Saturday, July 18, 2009


NOT-VIOLENT TERROR
13 The Unmaking of Jesus (cont.)

The story of the murder of the Bogomil leader Basil by the Byzantine Emperor Alexius I is a story well known in the 12th century when it took place. It is not so today. Today many people are likely to be shocked to hear that what happened to Basil is a story that parallels closely to what happened to Jesus. There is a reason and explanation for this.

The story of Jesus was created around the story of Basil. The dreadful events that overtook Basil provided a ready available armature for the story for then emerging neo-Christian church founded by the Byzantine emperor Alexius I. Of course, the new story is reaches us not only inverted in the reasons for it happening, but the main cathartic events were changed from burning to being nailed to a cross. The reasons for these changes, too, are founded on the need to divert the public’s attention from what really happened.

Most likely these events happened under the rule of the Byzantine empire’s Emperor Alexius I. The Emperor felt compelled to change the story and found a new church and a new religion, for two main reasons.

1. The arch-Christian church, what we today derogatorily call the cult of “pagans”—of which Alexius his predecessors and I had been the sacred kings—had for many years felt alienated from their king. The people had once called their kings “the sacred king”. However, something increasingly unacceptable happened. For several consecutive generations the sacred king began to fail to fulfill his sacred function—which was to act the role of the kingdom’s founding father—by reenacting the founding violent moment by self-sacrificing himself. Since time immemorial, the founding moment (of death and miraculous rebirth) was celebrated during the annual solstice festivals. The festivals, one in winter and one in summer, generally went by their local name, but for the most part retained the root name of the sacred being: John, Yan. We see this practice in such names as Ivan Kapusta, John the Baptist, Yannukah, Hunnapu, Yohammad, and so on. Depending on the age of the sacred king (whether young or old), the length of his reign was determined by priests. Usually the agon, the moment of self-sacrifice, came with an obviously old age.

In any event, the sacred king of the Byzantine empire began to act increasingly as merely a king, that is to say, a man with a standing army who could and often did rob his people, his neighbors, aggrandized himself, and dictated what people should or should not do and think. In short, there occurred mutual alienation between the king’s and the people. Eventually, this alienation reached a stage, where it broke out into a civil war. As part of his war effort, the emperor needed to kill not only the Johns, the wandering priests of arch-Christendom, but also to replace their ideas with ideas of his own.

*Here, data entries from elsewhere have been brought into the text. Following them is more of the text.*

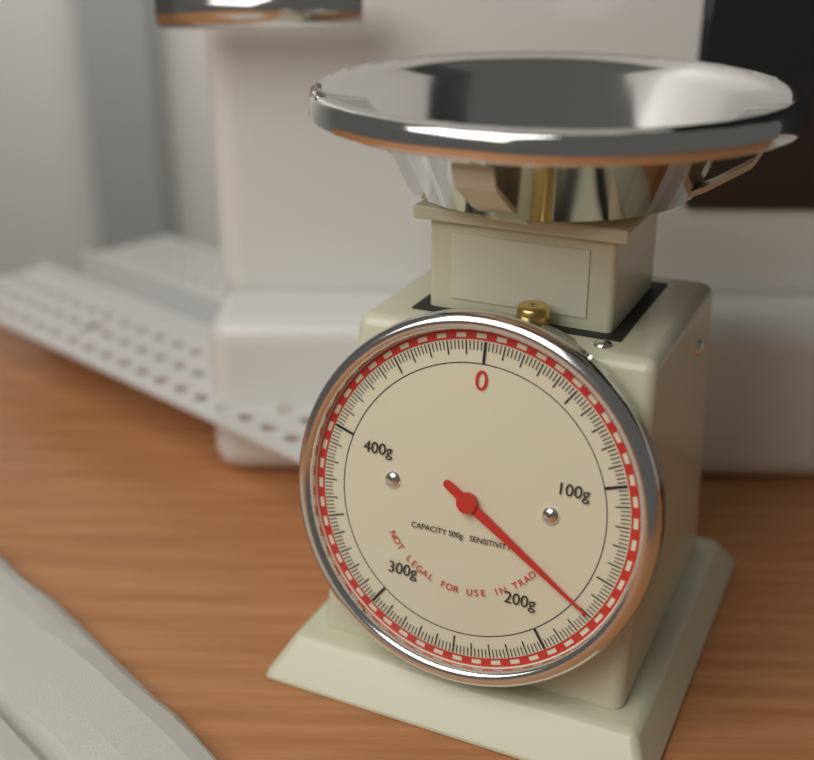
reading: 170 g
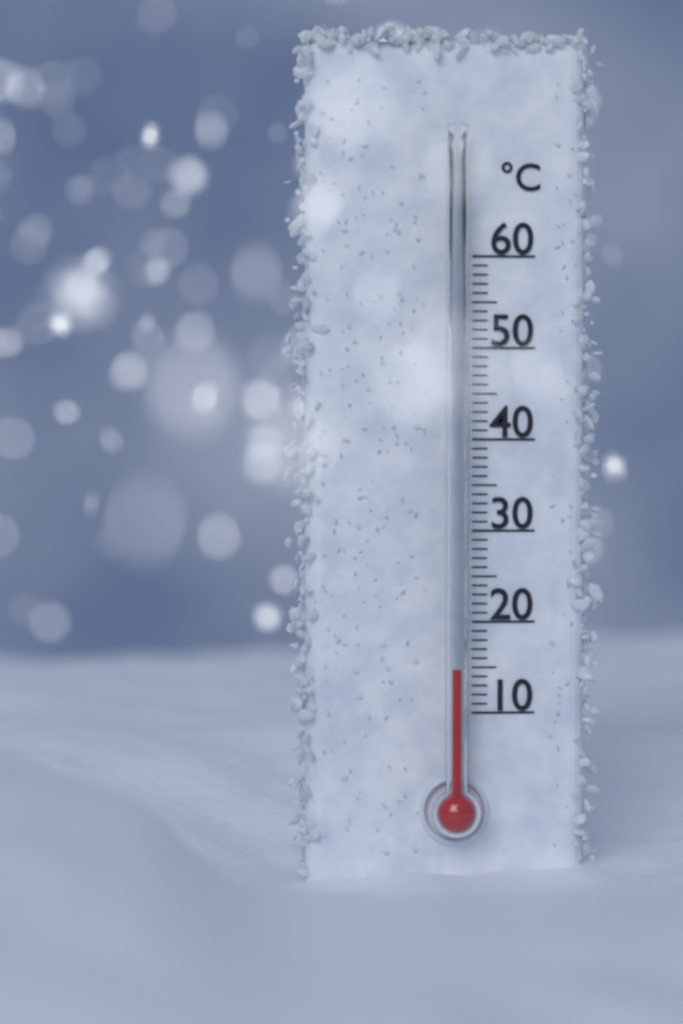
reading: 15 °C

2. It is probable hat the alienation between the sacred king and the people began when the king began to use a number of the priests to the Sun, as not only his bookkeepers, but collectors of the gifts that the people donated to the temple-palace. These priests, were self-castrated devotees of the Sun, and, thus, not attracted to women for sexual reasons. This made them attentive workers and bookkeepers. Unfortunately, since the priests were such competent gift collectors, the sacred king soon discovered a way to have them collect more gifts than was customary. In time, the word “gift” came to mean “tax”.

At first, the tax was used to build grander temples, which then became the sacred king’s palaces, which of course soon no longer pretended to be temples. As the sacred king abandoned the temple for the palace, he became what today we call a temporal or secular man, an atheist as religiously devoted to materialism, as the sacred king had once been devoted to the aura of charisma that held the community under its umbrage. The temple prostitutes (women who wished to make the temple especially attractive as a place for leaving gifts) became part of the king’s harem. The “gifts” paid for a standing army, employed an increasingly large number of artists and artisans, and so on. Indeed, the king abandoned the ancient practice of self-sacrifice and began to seek ways to escape death altogether. This is what is behind the stories where kings and heroes go out on adventures to seek the magic plant (usually guarded by a serpent), the eating of which will give one immortality.

However,

3. The priests of Iananna (the Johns) learned not only how to do bookkeeping and collect taxes, they needed to invent writing to do so. And they did so. With the invention of writing, the castrates learned not only how to record old stories, but invent new ones. Some of the stories, which the priests invented, did not sit well with the king. He began to fear that they would take power away from him. This fear was the cause for discovering various ways by which to bind the priests closer to the palace and alienate them from the temple.

This is how there developed two factions of priests. One faction stayed with the people. These were the wandering preachers, the Johns. The other faction became known as “Jews”, most likely a word that was semantically connected to words for gifts and taxes. The word “jewel” comes to mind. The Jews necessarily became involved in palace intrigue, while the Johns remained of the people.